Hickman JE, Tully K, Groffman PM, Diru W, Palm CA. 2015. A potential tipping point in tropical agriculture: Avoiding rapid increases in nitrous oxide fluxes from agricultural intensification in Kenya. JGR-Biogeosciences. 120:938-951.
Wood SA, Bradford MA, Gilbert JA, McGuire KL, Palm CA, Tully K, Zhou J, Naeem S. 2015.Agricultural intensification and the functional capacity of soil microbes on smallholder African farms. Journal of Applied Ecology 52:744-752.
Wood SA, Almaraz M, Bradford MA, McGuire KL, Naeem S, Palm CA, Tully K, Zhou J. 2015. Farm management, not soil microbial diversity controls nutrient loss from smallholder tropical agriculture. Frontiers in Microbiology 6:1-10.
Tully K, Weil R. 2014.Ion selective electrode offers accurate, inexpensive method for analyzing soil solution nitrate in remote regions. Communications in Soil Science and Plant Analysis. 45:1974-1980.

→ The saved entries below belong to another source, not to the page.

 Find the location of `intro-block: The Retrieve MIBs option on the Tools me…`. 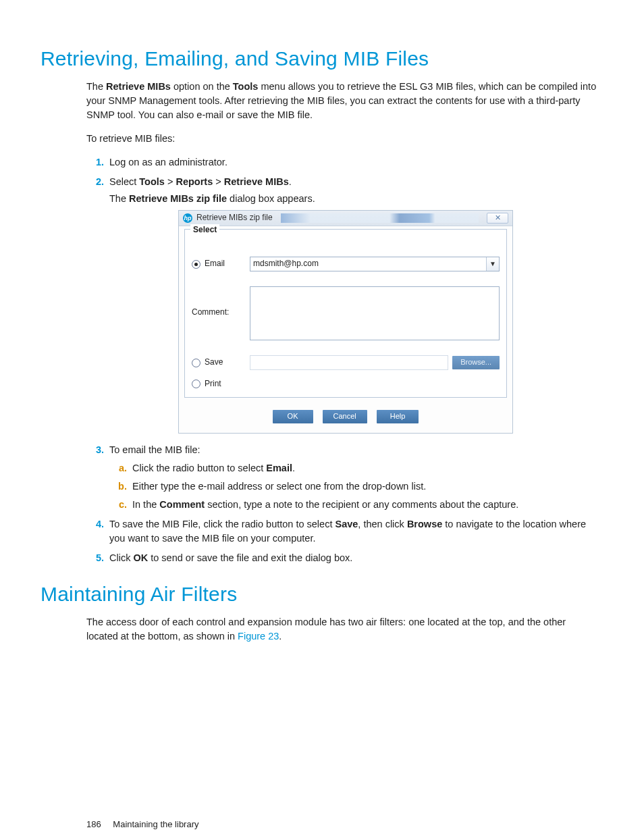

intro-block: The Retrieve MIBs option on the Tools me… is located at coordinates (342, 113).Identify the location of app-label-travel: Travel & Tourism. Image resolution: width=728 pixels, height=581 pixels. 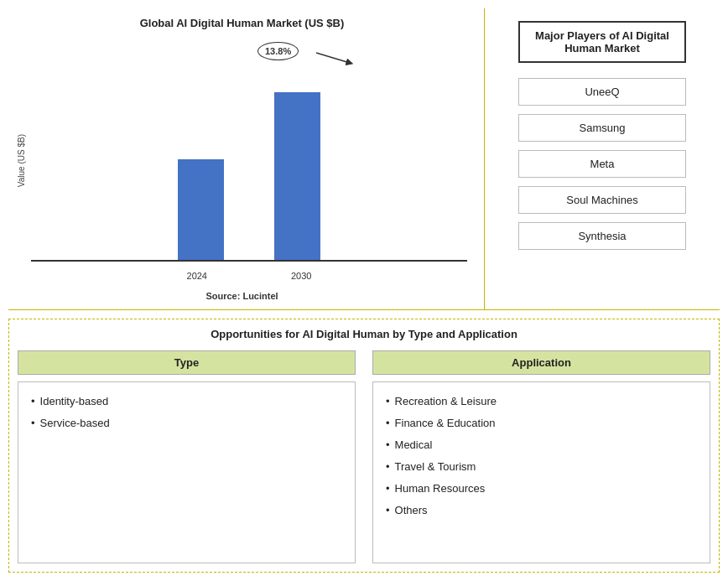
(436, 467).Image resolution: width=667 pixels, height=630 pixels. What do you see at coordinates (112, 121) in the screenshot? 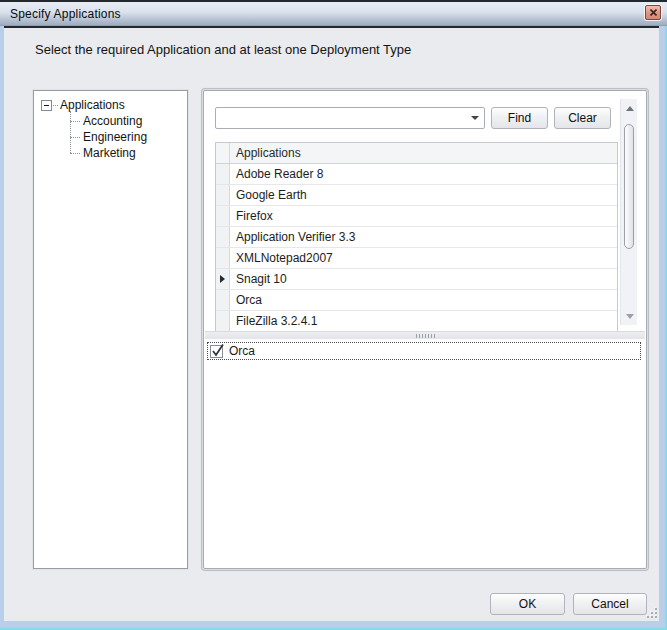
I see `tree-node-label: Accounting` at bounding box center [112, 121].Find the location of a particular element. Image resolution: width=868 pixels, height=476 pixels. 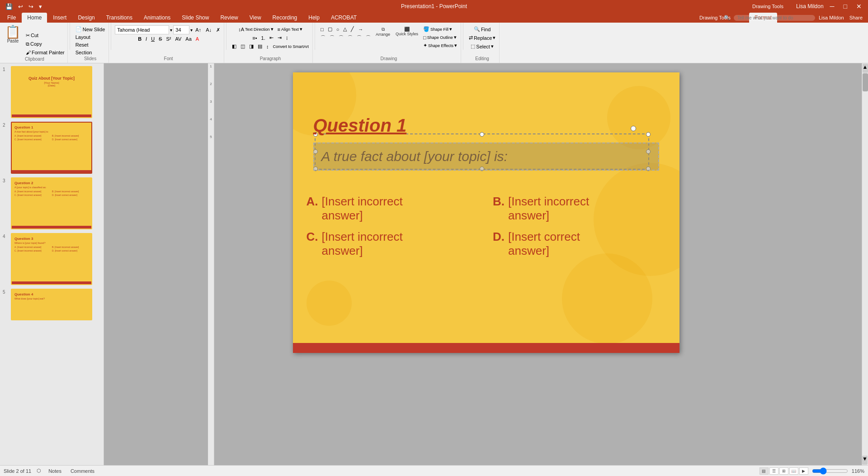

Rosenstock T, Tully K, Arias-Navarro C, Butterbach-Bahl K, Neufeldt H, Verchot L. 2014. Agroforestry with N-fixing trees: Sustainable development’s friend or foe? Current Opinion in Environmental Sustainability, 6:15-21.
Tully K, Lawrence D, Wood SA. 2013. Organically managed coffee agroforests have larger soil phosphorus but smaller soil nitrogen pools than conventionally managed agroforests. Biogeochemistry, 115:385-397.
Tully, K, Wood SA, Lawrence D. 2013. Fertilizer type and species composition affect nutrient leachate in coffee agroecosystems. Agroforestry Systems. 87:1083-1100.
Tully K, Wood TE, Schwantes AM, Lawrence D. 2013. Soil nutrient availability and reproductive effort drive patterns in nutrient resorption in Pentaclethra macroloba. Ecology. 94:930-940.
Tully K, Lawrence D, Scanlon TM. 2012. More trees less loss: Nitrogen losses decrease with increasing biomass in coffee agroforests. Agriculture, Ecosystems and Environment. 161:137-144.
Tully K, and Lawrence D. 2012. Canopy and leaf composition drive patterns of nutrient release from pruning residues in a coffee agroforest. Ecological Applications. 22:1330-1344.
Huang C-Y, Tully K, Clark DA, Oberbauer SF, McGlynn TP. 2012. The δ15 N signature of the detrital food web tracks a landscape-scale soil phosphorus gradient in a Costa Rican lowland tropical rain forest. Journal of Tropical Ecology. 28: 395-403.
Tully K, Lawrence D. 2011. Closing the Loop: Nutrient balances in organic and conventional coffee agroforests. Journal of Sustainable Development, 35: 671-695.
Tully K, Lawrence D. 2010. Declines in leaf litter nitrogen linked to rising temperatures in a wet tropical forest. BIOTROPICA. 42: 526-530.
Goeghegan J, Lawrence D, Schneider L, Tully K. 2010. Accounting for Carbon in Models of Land Use and Implications for Payments for Environmental Services: An Application to SYPR. Regional Environmental Change. 42: 526-530.
Lawrence D, Radel R, Tully K, Schmook B, Schneider L. 2010 Untangling a global decline in tropical forest resilience: constraints on the sustainability of shifting cultivation. BIOTROPICA. 40: 21-30.
Vandecar K, Lawrence D, Wood TE, Das R, Oberbauer S, Schwendenmann L, Tully K. 2009. Diurnal fluctuations in labile soil phosphorus in response to climatic conditions and soil CO2 efflux in a wet tropical forest, La Selva, Costa Rica. Ecology. 90: 2547-2555.
Tully K. 2002. Tilting. Kenyon Chapbook Series: Featured work for emerging authors. ISBN: 0-9726005-5-8.